The researchers, including Marco Plomp, leadauthor at LLNL, and those from Children’sHospital Oakland Research Institute and NorthwesternUniversity, used AFM to identify disassemblyof the outer spore coat rodlet structures,which appear to be structurally similar toamyloid fibrils that have been associatedwith neural degenerative diseases, such asAlzheimer’s and prion diseases.

"Theextreme physical and chemical resistanceof Bacillus spores suggests thatevolutionary forces have captured the mechanicalrigidity and resistance of these amyloidself-assembling biomaterials to structurethe protective outer spore surface," Plompsaid.

When exposed to a solution that triggersgermination, nanometer sized etch pits wereseen developing in the rodlet layer. Theseetch pits evolved into ever widening fissures,leaving narrow strips of remaining rodletstructure. In the end, 1- to 3- nm-wide fibrilsremained. The in vitro AFM imagingalso revealed the porous fibrous cell wallstructure of newly emerging and mature vegetativecells, consisting of a network of nanometer-widepeptidoglycan fibers.

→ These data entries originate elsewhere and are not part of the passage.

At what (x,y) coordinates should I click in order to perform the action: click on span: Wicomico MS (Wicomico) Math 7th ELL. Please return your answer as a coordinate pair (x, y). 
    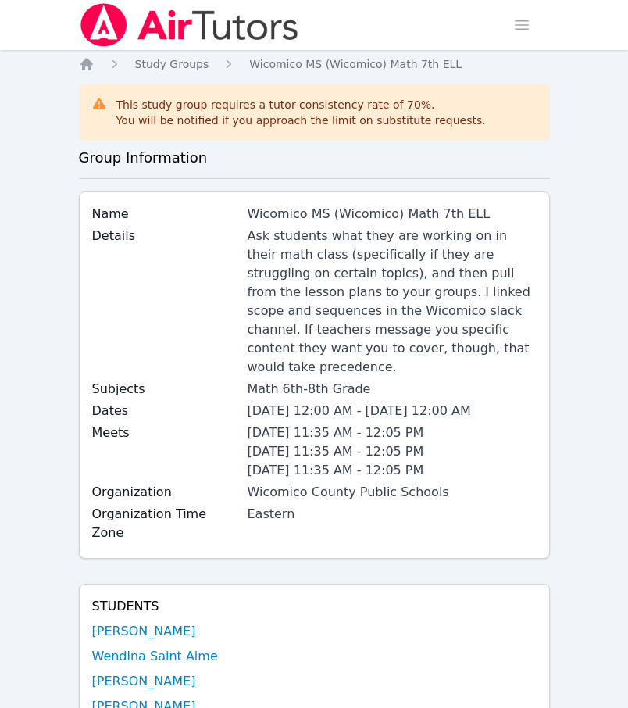
    Looking at the image, I should click on (355, 64).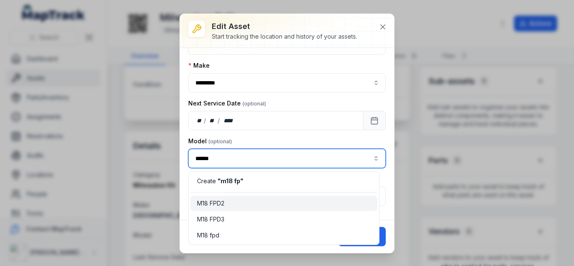 Image resolution: width=574 pixels, height=266 pixels. Describe the element at coordinates (230, 181) in the screenshot. I see `span: " m18 fp "` at that location.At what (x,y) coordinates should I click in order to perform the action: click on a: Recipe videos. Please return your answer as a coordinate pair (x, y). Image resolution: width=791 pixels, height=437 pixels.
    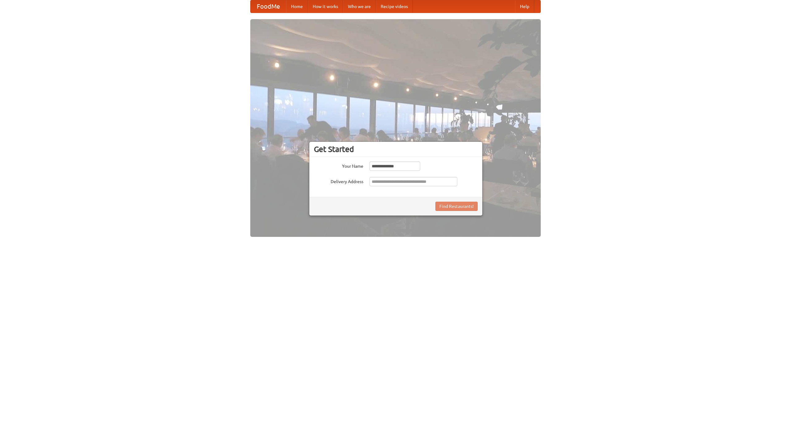
    Looking at the image, I should click on (394, 6).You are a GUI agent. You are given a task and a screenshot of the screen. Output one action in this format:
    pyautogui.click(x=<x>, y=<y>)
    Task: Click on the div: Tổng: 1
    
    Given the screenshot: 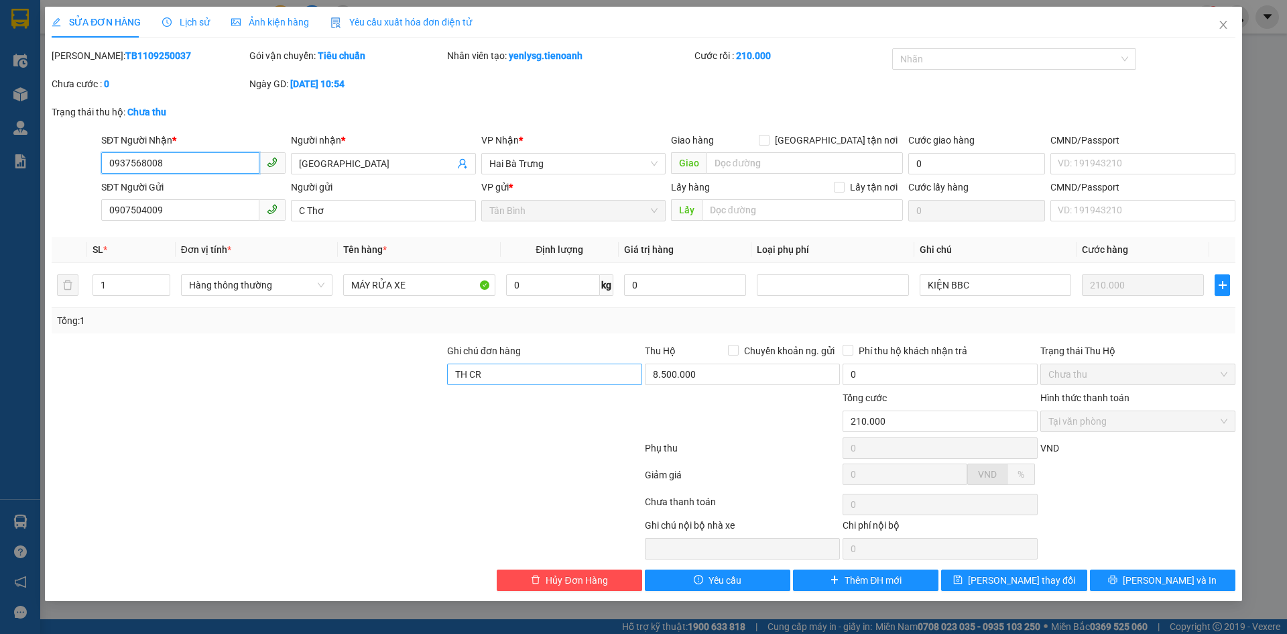 What is the action you would take?
    pyautogui.click(x=277, y=320)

"These resultsshow that dynamic AFM is a promising toolto investigate the formation and evolutionof the bacterial cell wall," Malkinsaid.

The research is funded by LLNL’s LaboratoryDirected Research and Development program,the Defense Advanced Research Project Agency(DARPA) and the Federal Bureau of Investigation.

Founded in 1952, Lawrence Livermore National Laboratory is a national security laboratory, with a mission to ensure national security and apply science and technology to the important issues of our time. Lawrence Livermore National Laboratory is managed by the University of California for the U.S. Department of Energy’s National Nuclear Security Administration.